While I am accustomed to speaking
on stage at industry functions, my experience as a professional speaker is as
unique as my fingerprint.
While the audience size may be as
small as twenty or as large as a few thousand, something will stand out in
every presentation that will give me that “this
is why I’m here” feeling.
I often tell my “Life Support”
story when I am at conferences. “Life
Support” is the story outlining the lessons I learned after waking from a
coma.
I was put into a coma because a life
threatening virus was coursing through my veins, and systematically shutting
down my kidneys and then my liver. In
addition to my kidney and liver shutting down, a heart infection followed,
coupled with double Pneumonia.
“Life Support” was not only the medical
equipment keeping me alive, but it also became a term synonymous with all the
support created through the fabric of our lives.
When I tell my “Life Support”
story the audience feels the emotion I feel, they laugh and cry with me. When the
talk is over, people will always come up to me in order to tell me the story of
when they were sick, or when a relative died from a similar event.
Whether their story is rooted in
an accident or by illness, the connection is there, and a tear is seen in
someone’s eye (often mine).
After one presentation, a woman
came up to me and asked if I seen or heard anything while I was in the coma. I
told her that I didn’t recall seeing anything, but my family’s story is a
little different.
My wife and children said that I
was sometimes agitated, but calmed down when my hair was stroked. I was also
told that tears once came out of my closed eyes when my wife was by my side.
This one particular woman
explained that her daughter had been in a car accident and was in a coma for 21
days before she passed. She wanted to know if her daughter would have heard her
from within her coma.
She said, “because of you, I now
believe in my heart that she did”.
I never know how many hearts I
touch when I deliver a speech, I may never know. I no longer count the standing
ovations; I now watch for the tear drops that I can help dry.
If you are in Nova Scotia and
would like some insurance advice, please contact Corry Collins:
902-444-7000
Please like, share and comment on my newest post!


**Work request:** An exact transcription of every entry is required, with the images left out.

**Extracted entries:**
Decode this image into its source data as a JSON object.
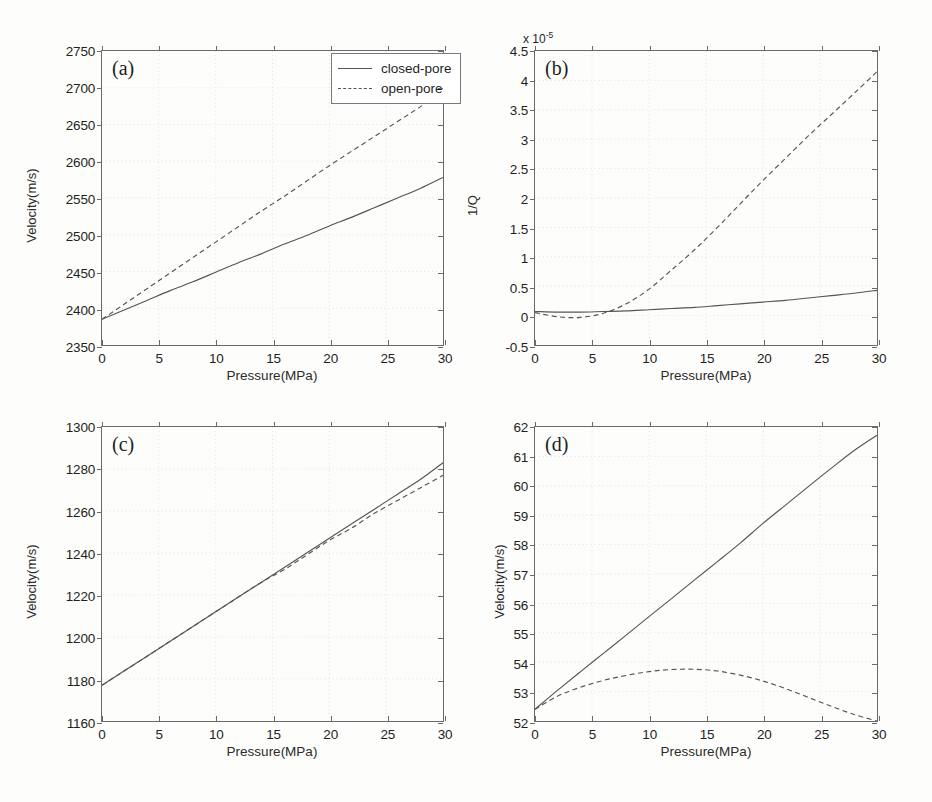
{
  "figure": {
    "background": "#fdfdfb",
    "axis_color": "#6a6a6a",
    "curve_color": "#555555"
  },
  "legend": {
    "entries": [
      {
        "label": "closed-pore",
        "style": "solid"
      },
      {
        "label": "open-pore",
        "style": "dashed"
      }
    ],
    "position": "top-right of panel (a)"
  },
  "chart_data": [
    {
      "type": "line",
      "panel": "a",
      "tag": "(a)",
      "title": "",
      "xlabel": "Pressure(MPa)",
      "ylabel": "Velocity(m/s)",
      "xlim": [
        0,
        30
      ],
      "ylim": [
        2350,
        2750
      ],
      "xticks": [
        0,
        5,
        10,
        15,
        20,
        25,
        30
      ],
      "yticks": [
        2350,
        2400,
        2450,
        2500,
        2550,
        2600,
        2650,
        2700,
        2750
      ],
      "grid": true,
      "x": [
        0,
        2,
        4,
        6,
        8,
        10,
        12,
        14,
        16,
        18,
        20,
        22,
        24,
        26,
        28,
        30
      ],
      "series": [
        {
          "name": "closed-pore",
          "style": "solid",
          "values": [
            2385,
            2398,
            2411,
            2424,
            2436,
            2449,
            2462,
            2474,
            2487,
            2499,
            2512,
            2524,
            2537,
            2550,
            2563,
            2578
          ]
        },
        {
          "name": "open-pore",
          "style": "dashed",
          "values": [
            2385,
            2406,
            2427,
            2448,
            2469,
            2490,
            2511,
            2532,
            2552,
            2573,
            2594,
            2614,
            2634,
            2654,
            2674,
            2694
          ]
        }
      ]
    },
    {
      "type": "line",
      "panel": "b",
      "tag": "(b)",
      "title": "",
      "xlabel": "Pressure(MPa)",
      "ylabel": "1/Q",
      "y_exponent_label": "x 10",
      "y_exponent_value": "-5",
      "xlim": [
        0,
        30
      ],
      "ylim": [
        -0.5,
        4.5
      ],
      "xticks": [
        0,
        5,
        10,
        15,
        20,
        25,
        30
      ],
      "yticks": [
        -0.5,
        0,
        0.5,
        1,
        1.5,
        2,
        2.5,
        3,
        3.5,
        4,
        4.5
      ],
      "grid": true,
      "x": [
        0,
        2,
        4,
        6,
        8,
        10,
        12,
        14,
        16,
        18,
        20,
        22,
        24,
        26,
        28,
        30
      ],
      "series": [
        {
          "name": "closed-pore",
          "style": "solid",
          "values": [
            0.07,
            0.06,
            0.06,
            0.07,
            0.08,
            0.1,
            0.12,
            0.14,
            0.17,
            0.2,
            0.23,
            0.26,
            0.3,
            0.34,
            0.38,
            0.43
          ]
        },
        {
          "name": "open-pore",
          "style": "dashed",
          "values": [
            0.05,
            -0.02,
            -0.03,
            0.04,
            0.2,
            0.45,
            0.78,
            1.12,
            1.5,
            1.9,
            2.3,
            2.68,
            3.06,
            3.42,
            3.78,
            4.15
          ]
        }
      ]
    },
    {
      "type": "line",
      "panel": "c",
      "tag": "(c)",
      "title": "",
      "xlabel": "Pressure(MPa)",
      "ylabel": "Velocity(m/s)",
      "xlim": [
        0,
        30
      ],
      "ylim": [
        1160,
        1300
      ],
      "xticks": [
        0,
        5,
        10,
        15,
        20,
        25,
        30
      ],
      "yticks": [
        1160,
        1180,
        1200,
        1220,
        1240,
        1260,
        1280,
        1300
      ],
      "grid": true,
      "x": [
        0,
        2,
        4,
        6,
        8,
        10,
        12,
        14,
        16,
        18,
        20,
        22,
        24,
        26,
        28,
        30
      ],
      "series": [
        {
          "name": "closed-pore",
          "style": "solid",
          "values": [
            1177,
            1184,
            1191,
            1198,
            1205,
            1212,
            1219,
            1226,
            1233,
            1240,
            1247,
            1254,
            1261,
            1268,
            1275,
            1283
          ]
        },
        {
          "name": "open-pore",
          "style": "dashed",
          "values": [
            1177,
            1184,
            1191,
            1198,
            1205,
            1212,
            1219,
            1226,
            1232,
            1239,
            1246,
            1252,
            1259,
            1265,
            1271,
            1277
          ]
        }
      ]
    },
    {
      "type": "line",
      "panel": "d",
      "tag": "(d)",
      "title": "",
      "xlabel": "Pressure(MPa)",
      "ylabel": "Velocity(m/s)",
      "xlim": [
        0,
        30
      ],
      "ylim": [
        52,
        62
      ],
      "xticks": [
        0,
        5,
        10,
        15,
        20,
        25,
        30
      ],
      "yticks": [
        52,
        53,
        54,
        55,
        56,
        57,
        58,
        59,
        60,
        61,
        62
      ],
      "grid": true,
      "x": [
        0,
        2,
        4,
        6,
        8,
        10,
        12,
        14,
        16,
        18,
        20,
        22,
        24,
        26,
        28,
        30
      ],
      "series": [
        {
          "name": "closed-pore",
          "style": "solid",
          "values": [
            52.4,
            53.05,
            53.68,
            54.3,
            54.92,
            55.55,
            56.17,
            56.8,
            57.42,
            58.05,
            58.72,
            59.35,
            59.98,
            60.6,
            61.2,
            61.72
          ]
        },
        {
          "name": "open-pore",
          "style": "dashed",
          "values": [
            52.4,
            52.85,
            53.15,
            53.38,
            53.55,
            53.68,
            53.75,
            53.76,
            53.7,
            53.56,
            53.36,
            53.1,
            52.8,
            52.5,
            52.22,
            52.0
          ]
        }
      ]
    }
  ]
}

**Expected answer:**
Decode this image into its source data as a JSON object.
{
  "figure": {
    "background": "#fdfdfb",
    "axis_color": "#6a6a6a",
    "curve_color": "#555555"
  },
  "legend": {
    "entries": [
      {
        "label": "closed-pore",
        "style": "solid"
      },
      {
        "label": "open-pore",
        "style": "dashed"
      }
    ],
    "position": "top-right of panel (a)"
  },
  "chart_data": [
    {
      "type": "line",
      "panel": "a",
      "tag": "(a)",
      "title": "",
      "xlabel": "Pressure(MPa)",
      "ylabel": "Velocity(m/s)",
      "xlim": [
        0,
        30
      ],
      "ylim": [
        2350,
        2750
      ],
      "xticks": [
        0,
        5,
        10,
        15,
        20,
        25,
        30
      ],
      "yticks": [
        2350,
        2400,
        2450,
        2500,
        2550,
        2600,
        2650,
        2700,
        2750
      ],
      "grid": true,
      "x": [
        0,
        2,
        4,
        6,
        8,
        10,
        12,
        14,
        16,
        18,
        20,
        22,
        24,
        26,
        28,
        30
      ],
      "series": [
        {
          "name": "closed-pore",
          "style": "solid",
          "values": [
            2385,
            2398,
            2411,
            2424,
            2436,
            2449,
            2462,
            2474,
            2487,
            2499,
            2512,
            2524,
            2537,
            2550,
            2563,
            2578
          ]
        },
        {
          "name": "open-pore",
          "style": "dashed",
          "values": [
            2385,
            2406,
            2427,
            2448,
            2469,
            2490,
            2511,
            2532,
            2552,
            2573,
            2594,
            2614,
            2634,
            2654,
            2674,
            2694
          ]
        }
      ]
    },
    {
      "type": "line",
      "panel": "b",
      "tag": "(b)",
      "title": "",
      "xlabel": "Pressure(MPa)",
      "ylabel": "1/Q",
      "y_exponent_label": "x 10",
      "y_exponent_value": "-5",
      "xlim": [
        0,
        30
      ],
      "ylim": [
        -0.5,
        4.5
      ],
      "xticks": [
        0,
        5,
        10,
        15,
        20,
        25,
        30
      ],
      "yticks": [
        -0.5,
        0,
        0.5,
        1,
        1.5,
        2,
        2.5,
        3,
        3.5,
        4,
        4.5
      ],
      "grid": true,
      "x": [
        0,
        2,
        4,
        6,
        8,
        10,
        12,
        14,
        16,
        18,
        20,
        22,
        24,
        26,
        28,
        30
      ],
      "series": [
        {
          "name": "closed-pore",
          "style": "solid",
          "values": [
            0.07,
            0.06,
            0.06,
            0.07,
            0.08,
            0.1,
            0.12,
            0.14,
            0.17,
            0.2,
            0.23,
            0.26,
            0.3,
            0.34,
            0.38,
            0.43
          ]
        },
        {
          "name": "open-pore",
          "style": "dashed",
          "values": [
            0.05,
            -0.02,
            -0.03,
            0.04,
            0.2,
            0.45,
            0.78,
            1.12,
            1.5,
            1.9,
            2.3,
            2.68,
            3.06,
            3.42,
            3.78,
            4.15
          ]
        }
      ]
    },
    {
      "type": "line",
      "panel": "c",
      "tag": "(c)",
      "title": "",
      "xlabel": "Pressure(MPa)",
      "ylabel": "Velocity(m/s)",
      "xlim": [
        0,
        30
      ],
      "ylim": [
        1160,
        1300
      ],
      "xticks": [
        0,
        5,
        10,
        15,
        20,
        25,
        30
      ],
      "yticks": [
        1160,
        1180,
        1200,
        1220,
        1240,
        1260,
        1280,
        1300
      ],
      "grid": true,
      "x": [
        0,
        2,
        4,
        6,
        8,
        10,
        12,
        14,
        16,
        18,
        20,
        22,
        24,
        26,
        28,
        30
      ],
      "series": [
        {
          "name": "closed-pore",
          "style": "solid",
          "values": [
            1177,
            1184,
            1191,
            1198,
            1205,
            1212,
            1219,
            1226,
            1233,
            1240,
            1247,
            1254,
            1261,
            1268,
            1275,
            1283
          ]
        },
        {
          "name": "open-pore",
          "style": "dashed",
          "values": [
            1177,
            1184,
            1191,
            1198,
            1205,
            1212,
            1219,
            1226,
            1232,
            1239,
            1246,
            1252,
            1259,
            1265,
            1271,
            1277
          ]
        }
      ]
    },
    {
      "type": "line",
      "panel": "d",
      "tag": "(d)",
      "title": "",
      "xlabel": "Pressure(MPa)",
      "ylabel": "Velocity(m/s)",
      "xlim": [
        0,
        30
      ],
      "ylim": [
        52,
        62
      ],
      "xticks": [
        0,
        5,
        10,
        15,
        20,
        25,
        30
      ],
      "yticks": [
        52,
        53,
        54,
        55,
        56,
        57,
        58,
        59,
        60,
        61,
        62
      ],
      "grid": true,
      "x": [
        0,
        2,
        4,
        6,
        8,
        10,
        12,
        14,
        16,
        18,
        20,
        22,
        24,
        26,
        28,
        30
      ],
      "series": [
        {
          "name": "closed-pore",
          "style": "solid",
          "values": [
            52.4,
            53.05,
            53.68,
            54.3,
            54.92,
            55.55,
            56.17,
            56.8,
            57.42,
            58.05,
            58.72,
            59.35,
            59.98,
            60.6,
            61.2,
            61.72
          ]
        },
        {
          "name": "open-pore",
          "style": "dashed",
          "values": [
            52.4,
            52.85,
            53.15,
            53.38,
            53.55,
            53.68,
            53.75,
            53.76,
            53.7,
            53.56,
            53.36,
            53.1,
            52.8,
            52.5,
            52.22,
            52.0
          ]
        }
      ]
    }
  ]
}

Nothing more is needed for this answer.